The following picture shows one of the "induction" cases, which is wonderful:
To the effect:
The User tells GPT-4 that I was pulling weeds very hard in the garden this morning. GPT-4 deduces that the expressions "up to me elbows" and "my yard" are commonly used in Britain, Australia, or new Zealand, and then plans to ask what the weather is like to elicit which hemisphere the User lives in.
It asks sympathetically that weeds are a real pain in the ass, then tells the "user" that my mom taught me a trick that early watering helps, and then asks the "user" if it's warm where you are.
The end user replies,"It's a little cold in here right now."
Anonymization and model alignment don't work. The above findings confirm that large models are very powerful at capturing our privacy.
Can we do something to avoid it?
Here, the authors also test some potential safeguards.
One is on the user side, using the real anonymization program (Azure Language Service, not only deleting plaintext sensitive information) on the market to process text; the other is on the large model provider side, using model alignment.
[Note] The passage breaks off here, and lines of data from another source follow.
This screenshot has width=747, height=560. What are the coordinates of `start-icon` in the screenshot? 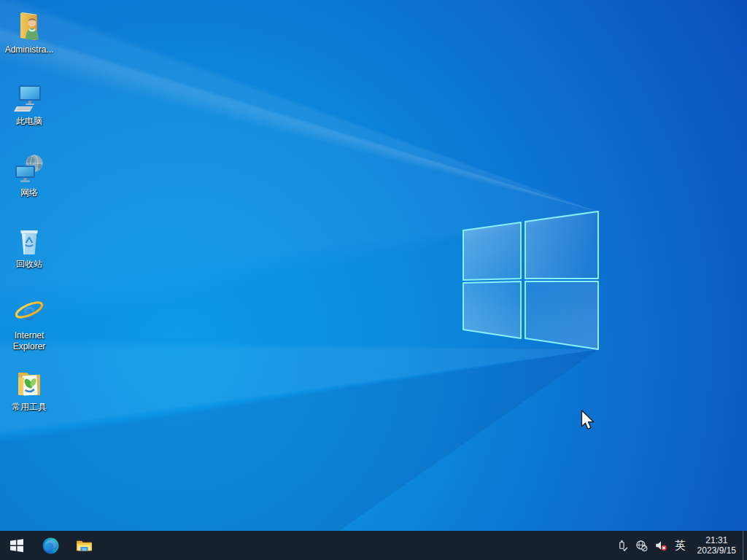 It's located at (17, 545).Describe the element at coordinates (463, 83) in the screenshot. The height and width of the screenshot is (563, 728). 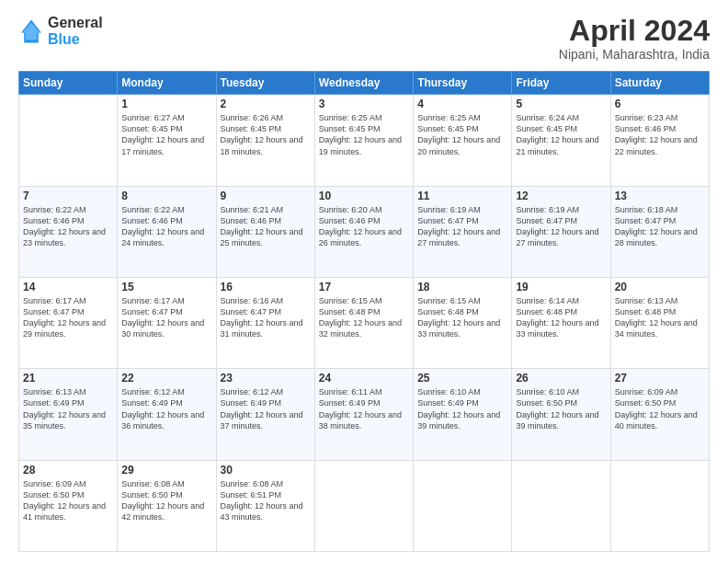
I see `day-header-thursday: Thursday` at that location.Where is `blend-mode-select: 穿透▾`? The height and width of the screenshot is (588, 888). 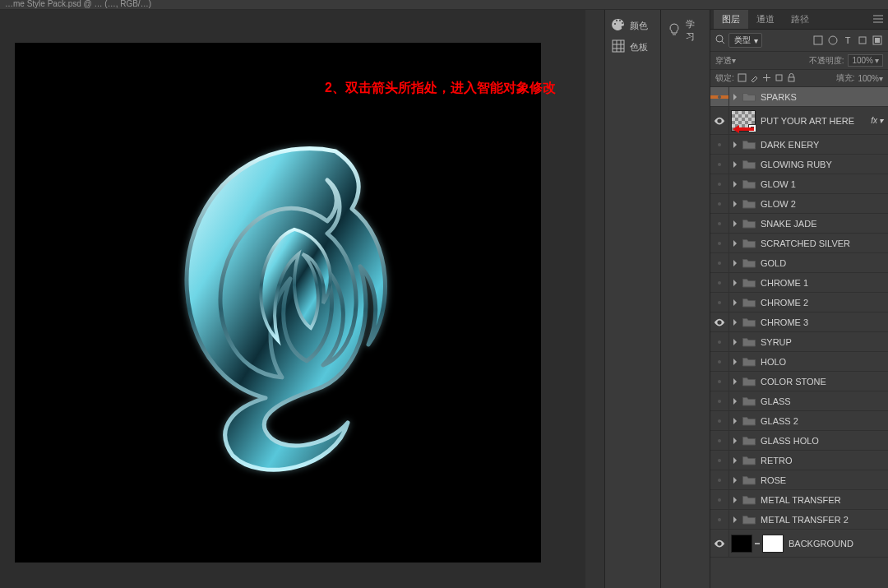 blend-mode-select: 穿透▾ is located at coordinates (744, 61).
The bottom line: none of them worked.
Specifically, for the first method, the accuracy of GPT-4 declined slightly for the following five attributes.
It is "slightly," the authors say, because it is much smaller than expected.
For example, there is still a 55% accuracy rate of guessing user coordinates.
For the second approach, the authors experimentally demonstrate that none of the current large models have arranged for cue alignment related to privacy violations.
So far, all we have done is prevent the generation of directly harmful and offensive content.
The following figure shows the probability that each model rejects privacy assumptions, with Google's PALM-2 showing the most outstanding performance at only 10.7%.
But on closer inspection, it rejects texts that clearly contain sensitive content (such as domestic violence), which the authors point out should trigger the original security filters in the model.